I find, by close observation, that the mothers are the levers which move in education. The men talk about it . . . but the women work most for it.
Like any other people, like fathers, mothers, sons and daughters in every land, when the issue of peace or war has been put squarely to the American people, they have registered for peace.
But sons have to be soldiers. And soldiers adapt.
Every mother hopes that her daughter will marry a better man than she did, and is convinced that her son will never find a wife as good as his father did.
But a mother-son relationship is not a coequal one, is it? He is lonely with only you just as you are lonely with only him.
He hesitated for a moment. Then he said softly, "I love you, Mother." He took my hand and kissed it, and folded my fingers round the stem of the rose. He had stripped it of its thorns.
... there had been the two little boys. Now they were gone, too. They loved her and called her and sent her e-mails and would still snuggle up to her to be petted when they were in the mood, but they were men, and though they would always be at the center of her life, she was no longer at the center of theirs.

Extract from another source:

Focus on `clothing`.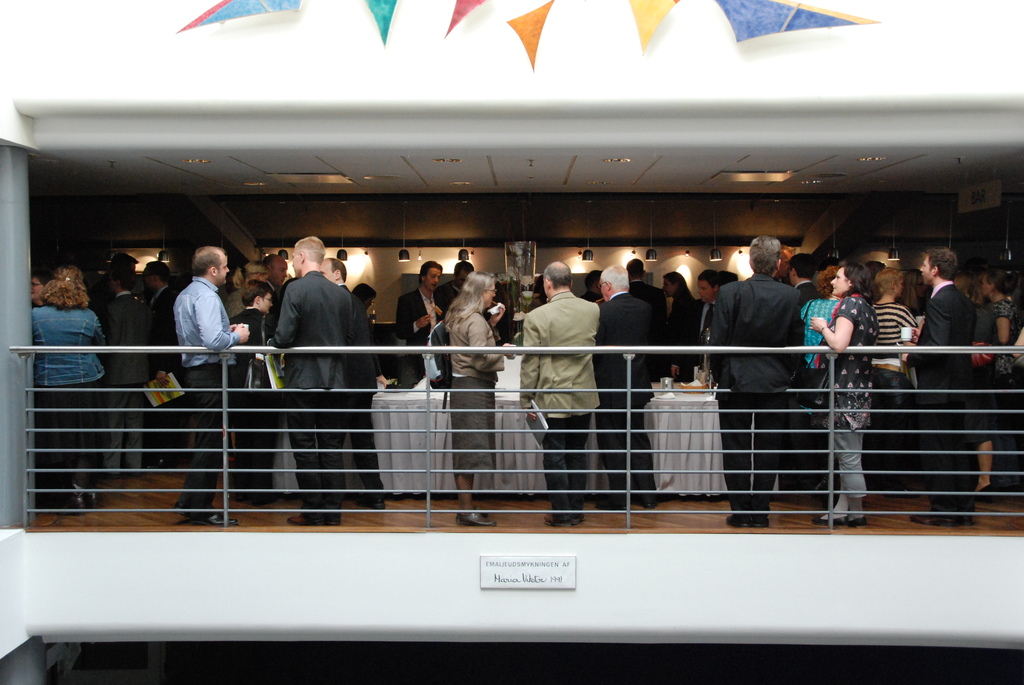
Focused at 802, 288, 842, 346.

It is one of the many merits of this admirable biography of Proust's mother that it invites one to return to the novel with perhaps a fuller understanding of Proust's heredity, hinterland, and upbringing. . . . This fascinating book is full of interesting social and cultural observation, of information about French Jewish life, the position of Jews in society and, of course, the Dreyfus case. But it is essentially a study of one of the most remarkable and fruitful of mother-son relationships. As such it is a book that every Proustian will want to read.
That strong mother doesn't tell her cub, Son, stay weak so the wolves can get you. She says, Toughen up, this is reality we are living in.
Until the killing of black men, black mothers' sons, becomes as important to the rest of the country as the killing of a white mother's sons, we who believe in freedom cannot rest until this happens.
She was such a good loving mother, my best friend. Oh, who was happier than I when I could still say the dear name "Mother," and it was heard, and whom can I say it to now?